Friday, August 18, 2006

Hardware RAID is a really bad idea

A year or so ago I built a computer for my father in law, intended for video and graphics processing, so I wanted to use RAID (to get a performance boost from striping). I picked up what seemed a quality motherboard, from a very name-brand manufacturer whose motherboards I'd been using for several years with no trouble ever. Built the machine, it worked, sent it off. And it worked well.

Then he wanted some help finidng some new software, so he brought the machine back, and it hasn't booted since. Seems that particular motherboard model has had some problems (hard-disconnect from the mains, and it may not start again). Who'd have thought?

The problem is, I can't get that motherboard any more, and the specific RAID chip isn't available in a contemporary board. So I'm hosed ('hosed' is a highly technical Canadian IT term).

I've now bought a few other boards with closely related RAID chips to see whether one would recognize the striped array, no luck.  This is turning out to be rather an expensive (in time and hardware) service call in my IT-to-relatives hobby.

The right answer, of course, is to ensure you have backups, but that doesn't always happen.  The other thing that would have helped would have been to use software RAID and not been at the mercy of a transient hardware vendor.

I've since built a couple of big servers for my home use, around 3TB combined, using lvm and software raid and they work great.  I've even moved an array from one system to another without a hiccup, and recabled within a system to replace some drives, and the raid system figured out the changed drives and reassembled without a hitch.

I'll use software RAID exclusively in the future. And avoid mobos with RAID chips like the plague.


[Comments from my previous blog]


1. Mikael Gueck left...
Friday, 27 October 2006 8:47 am
One acronym: ZFS.


2. Behi left...
Friday, 27 October 2006 1:51 pm :: http://my.opera.com/behrangsa
That's so sad... Have you searched ebay? You might find a compatible motherboard there...


3. Yo left...
Saturday, 28 October 2006 6:39 pm
Suggestion, as I have had the same thing happen to me on more than one computer... hardware raid PCI card. They aren't too expensive, and unless the card craps, you can move it to another m/b and all should be fine. I too am worried as I set up 2 120GB drives in raid for video and what not. I usually reinstall Windows every so often and more than once forgot the dang drivers for the raid. One time I ended up scrapping what was on them due to a m/b failure and not able to get them working with a different m/b that I ended up buying to replace the bad one. 240GB, gone. And that's nothing compared to today's cheap drives.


▶ _WHAT THIS TASK INVOLVES_
Nothing but the lines from the one containing "Describe the element" through the last line of the records belongs in the answer, copied exactly and with the pictures left out.

[Source records]
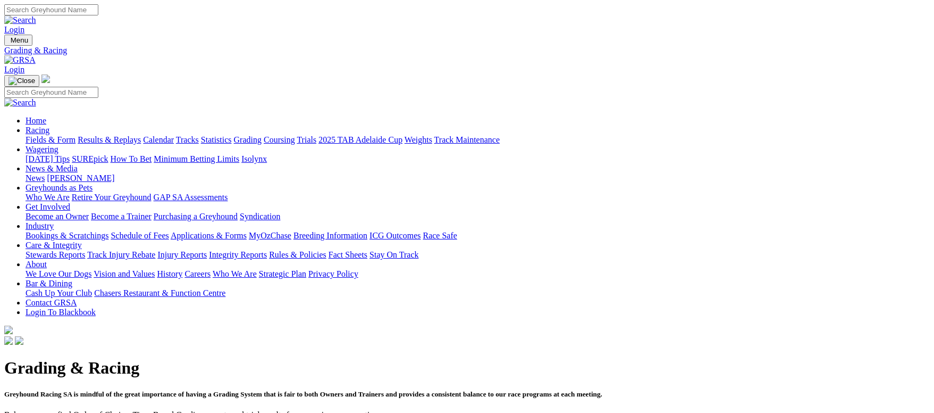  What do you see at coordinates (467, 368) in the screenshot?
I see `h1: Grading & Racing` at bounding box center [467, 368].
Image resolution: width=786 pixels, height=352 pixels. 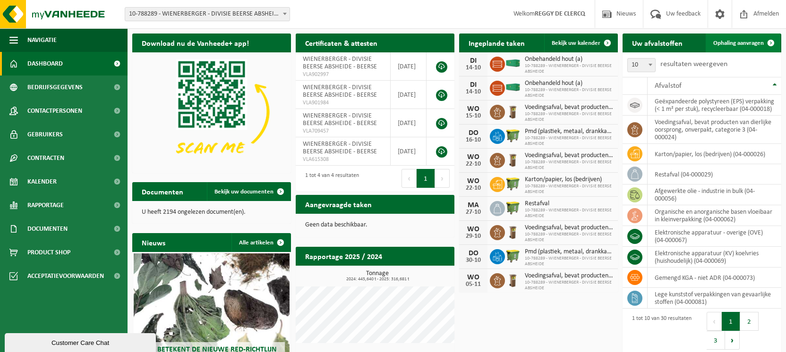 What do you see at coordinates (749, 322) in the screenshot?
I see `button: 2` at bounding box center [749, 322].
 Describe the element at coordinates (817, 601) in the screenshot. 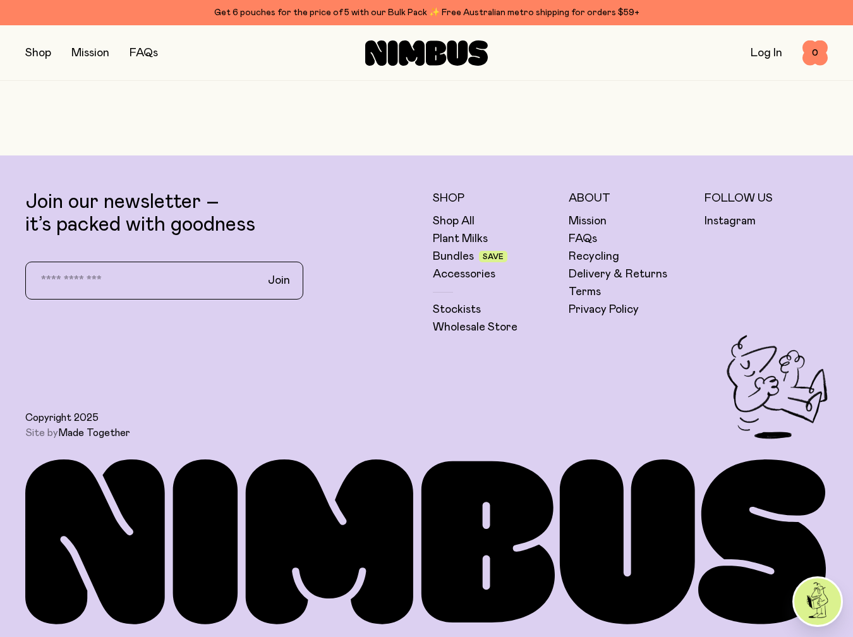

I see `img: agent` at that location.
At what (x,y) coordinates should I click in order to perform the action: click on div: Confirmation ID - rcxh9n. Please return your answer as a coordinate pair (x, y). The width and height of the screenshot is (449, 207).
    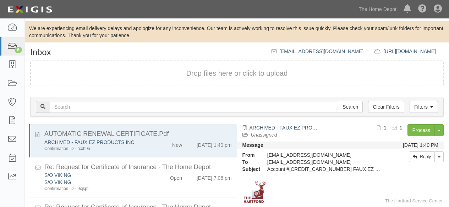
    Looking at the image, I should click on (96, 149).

▶ _ANSWER SPACE_
 Describe the element at coordinates (817, 601) in the screenshot. 

I see `img: agent` at that location.
At what (x,y) coordinates should I click in order to perform the action: click on div: Confirmation ID - rcxh9n. Please return your answer as a coordinate pair (x, y). The width and height of the screenshot is (449, 207).
    Looking at the image, I should click on (96, 149).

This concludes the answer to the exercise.